U.S. electricity prices increased 27% between 2021 and 2025. Many policymakers and advocacy groups attribute rising costs to data center growth, in some cases calling for moratoriums on new construction. State-level data from the Energy Information Administration show that the assumption is unfounded, as there is no meaningful relationship between data center concentration and higher electricity prices.

  • Data center heavy states do not have higher electricity prices. The 10 states with the most data centers, including Virginia, Texas, California, Illinois, and Ohio, averaged 14.46¢ per kilowatt-hour in 2025. All other states averaged 14.39¢.
  • Price increases show no clear pattern regarding the presence of data centers. There is no significant difference in the rate of electricity price increases between states with high concentrations of data centers and those without.
  • Increasing electricity sales are negatively correlated with electricity price increases. States that have growing electricity demand saw lower increases in electricity rates.

Electric grids carry fixed costs such as power lines, generation capacity, and long-term contracts that must be recovered regardless of consumption. When usage falls, those costs are spread across fewer kilowatt-hours, pushing prices up; when usage grows, prices stay down. States with the largest declines in electricity use saw prices rise an average of 58% over the past decade, while states with the largest gains saw prices rise just 13%.

State-level data do not support the claim that data centers are responsible for rising electricity prices. States with the highest concentrations of data centers pay no more for electricity than states with few or no data centers. Rising prices are concentrated in states where electricity consumption has declined, often a result of state energy policy.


▶ [Required work]: Word for word, repeat each record that follows.

[Data items]
Start of Block

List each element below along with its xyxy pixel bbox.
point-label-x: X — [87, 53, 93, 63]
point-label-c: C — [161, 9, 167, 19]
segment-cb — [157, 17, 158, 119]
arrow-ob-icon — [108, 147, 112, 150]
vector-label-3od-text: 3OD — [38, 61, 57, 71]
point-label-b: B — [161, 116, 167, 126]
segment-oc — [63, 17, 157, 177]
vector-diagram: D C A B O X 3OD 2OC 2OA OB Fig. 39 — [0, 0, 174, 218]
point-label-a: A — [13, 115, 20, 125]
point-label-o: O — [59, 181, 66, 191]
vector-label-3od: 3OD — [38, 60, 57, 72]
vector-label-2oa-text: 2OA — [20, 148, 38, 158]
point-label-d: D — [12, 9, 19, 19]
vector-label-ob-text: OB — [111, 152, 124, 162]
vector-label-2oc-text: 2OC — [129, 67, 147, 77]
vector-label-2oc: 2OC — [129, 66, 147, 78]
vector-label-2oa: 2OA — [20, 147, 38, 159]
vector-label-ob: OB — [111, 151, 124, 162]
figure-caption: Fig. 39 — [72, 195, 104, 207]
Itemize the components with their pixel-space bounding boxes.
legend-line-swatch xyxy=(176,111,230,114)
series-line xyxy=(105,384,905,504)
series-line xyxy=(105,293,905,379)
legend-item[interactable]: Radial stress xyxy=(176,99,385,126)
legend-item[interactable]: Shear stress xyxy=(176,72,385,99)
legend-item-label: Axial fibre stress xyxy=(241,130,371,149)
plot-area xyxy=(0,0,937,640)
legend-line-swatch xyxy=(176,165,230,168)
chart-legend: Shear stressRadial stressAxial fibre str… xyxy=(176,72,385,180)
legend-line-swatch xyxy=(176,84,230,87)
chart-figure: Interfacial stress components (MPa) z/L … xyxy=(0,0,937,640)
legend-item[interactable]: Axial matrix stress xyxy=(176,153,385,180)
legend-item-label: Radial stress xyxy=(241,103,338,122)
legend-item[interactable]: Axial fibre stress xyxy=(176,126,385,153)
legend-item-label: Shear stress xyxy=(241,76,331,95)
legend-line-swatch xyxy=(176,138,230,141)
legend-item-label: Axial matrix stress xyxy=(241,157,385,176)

End of Block

▶ [Exercise response]:
List each element below along with its xyxy pixel bbox.
point-label-x: X — [87, 53, 93, 63]
point-label-c: C — [161, 9, 167, 19]
segment-cb — [157, 17, 158, 119]
arrow-ob-icon — [108, 147, 112, 150]
vector-label-3od-text: 3OD — [38, 61, 57, 71]
point-label-b: B — [161, 116, 167, 126]
segment-oc — [63, 17, 157, 177]
vector-diagram: D C A B O X 3OD 2OC 2OA OB Fig. 39 — [0, 0, 174, 218]
point-label-a: A — [13, 115, 20, 125]
point-label-o: O — [59, 181, 66, 191]
vector-label-3od: 3OD — [38, 60, 57, 72]
vector-label-2oa-text: 2OA — [20, 148, 38, 158]
point-label-d: D — [12, 9, 19, 19]
vector-label-ob-text: OB — [111, 152, 124, 162]
vector-label-2oc-text: 2OC — [129, 67, 147, 77]
vector-label-2oc: 2OC — [129, 66, 147, 78]
vector-label-2oa: 2OA — [20, 147, 38, 159]
vector-label-ob: OB — [111, 151, 124, 162]
figure-caption: Fig. 39 — [72, 195, 104, 207]
Itemize the components with their pixel-space bounding boxes.
legend-line-swatch xyxy=(176,111,230,114)
series-line xyxy=(105,384,905,504)
series-line xyxy=(105,293,905,379)
legend-item[interactable]: Radial stress xyxy=(176,99,385,126)
legend-item[interactable]: Shear stress xyxy=(176,72,385,99)
legend-item-label: Axial fibre stress xyxy=(241,130,371,149)
plot-area xyxy=(0,0,937,640)
legend-line-swatch xyxy=(176,165,230,168)
chart-legend: Shear stressRadial stressAxial fibre str… xyxy=(176,72,385,180)
legend-line-swatch xyxy=(176,84,230,87)
chart-figure: Interfacial stress components (MPa) z/L … xyxy=(0,0,937,640)
legend-item[interactable]: Axial matrix stress xyxy=(176,153,385,180)
legend-item-label: Radial stress xyxy=(241,103,338,122)
legend-item[interactable]: Axial fibre stress xyxy=(176,126,385,153)
legend-item-label: Shear stress xyxy=(241,76,331,95)
legend-line-swatch xyxy=(176,138,230,141)
legend-item-label: Axial matrix stress xyxy=(241,157,385,176)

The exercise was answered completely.